Akademska digitalna zbirka SLovenije - logo
E-viri
Celotno besedilo
Recenzirano
  • Neotectonic deformation of ...
    Laursen, Jane; Scholl, David W.; von Huene, Roland

    Tectonics (Washington, D.C.), October 2002, Letnik: 21, Številka: 5
    Journal Article

    Underlying the midslope Valparaiso Terrace, the Valparaiso Basin constitutes a unique and prominent deepwater forearc basin on the central Chile margin. The basin contains a 3–3.5 km thick sediment fill of late Cenozoic age. The seismic‐stratigraphic architecture of the Valparaiso Basin fill shows that margin‐wide subsidence above the underthrusting Juan Fernández Ridge, an aseismic volcanic swell crested with seamounts on the Nazca plate, characterized the basin evolution. Contemporaneously with margin subsidence and seaward rotation of the upper slope and shelf, the outer part of the forearc was deformed by thrust faulting above the leading flank of underthrusting seamounts that rotated the middle slope to a more horizontal attitude and formed seaward‐vergent outer forearc highs. Subsidence of the margin above the underthrusting Juan Fernández Ridge is ascribed to processes of subduction erosion, enhanced by factors related to subduction of the ridge, that caused dismemberment of upper plate material along the shallow aseismic part of the plate interface and transfer of material to the downgoing Nazca plate. Accelerated midslope subsidence, 55–75 km landward of the trench, coincides with the seaward limit of interplate seismicity, suggesting that enhanced basal erosion is related to the transition from aseismic to stick slip subduction behavior. Since subduction of the Juan Fernández Ridge began near 33°S ∼10 Ma ago, the Chile Trench north of 33°S is inferred to have retreated ∼3 km/Myr, and the midslope Valparaiso Basin subsided ∼0.3–0.5 km/Myr, approximating analogous Neogene rates for the Peruvian margin.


GOAL OF THE EXERCISE - Retype all of the listing exactly, with no pictures.

--- START ---

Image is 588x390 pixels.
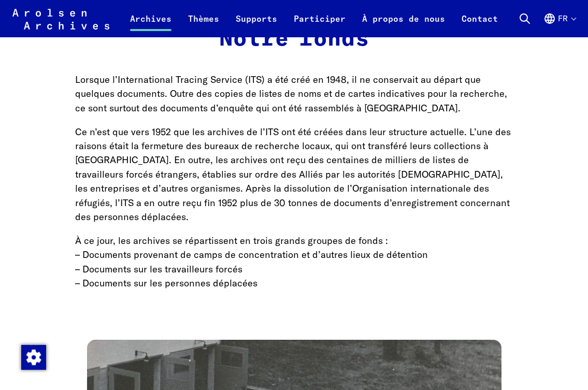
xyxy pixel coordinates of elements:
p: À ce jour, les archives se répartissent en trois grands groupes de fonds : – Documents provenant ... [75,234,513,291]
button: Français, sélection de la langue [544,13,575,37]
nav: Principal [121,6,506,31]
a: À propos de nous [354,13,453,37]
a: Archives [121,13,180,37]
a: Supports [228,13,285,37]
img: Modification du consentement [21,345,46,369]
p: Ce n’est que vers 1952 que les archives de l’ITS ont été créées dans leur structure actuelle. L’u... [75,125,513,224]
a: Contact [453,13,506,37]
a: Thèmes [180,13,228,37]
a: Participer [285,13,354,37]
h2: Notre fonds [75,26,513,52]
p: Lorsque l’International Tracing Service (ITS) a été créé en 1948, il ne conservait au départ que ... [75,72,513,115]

--- END ---

ANSWER AREA -
Image is 588x390 pixels.
xyxy pixel coordinates of elements:
p: À ce jour, les archives se répartissent en trois grands groupes de fonds : – Documents provenant ... [75,234,513,291]
button: Français, sélection de la langue [544,13,575,37]
nav: Principal [121,6,506,31]
a: À propos de nous [354,13,453,37]
a: Archives [121,13,180,37]
a: Supports [228,13,285,37]
img: Modification du consentement [21,345,46,369]
p: Ce n’est que vers 1952 que les archives de l’ITS ont été créées dans leur structure actuelle. L’u... [75,125,513,224]
a: Contact [453,13,506,37]
a: Thèmes [180,13,228,37]
a: Participer [285,13,354,37]
h2: Notre fonds [75,26,513,52]
p: Lorsque l’International Tracing Service (ITS) a été créé en 1948, il ne conservait au départ que ... [75,72,513,115]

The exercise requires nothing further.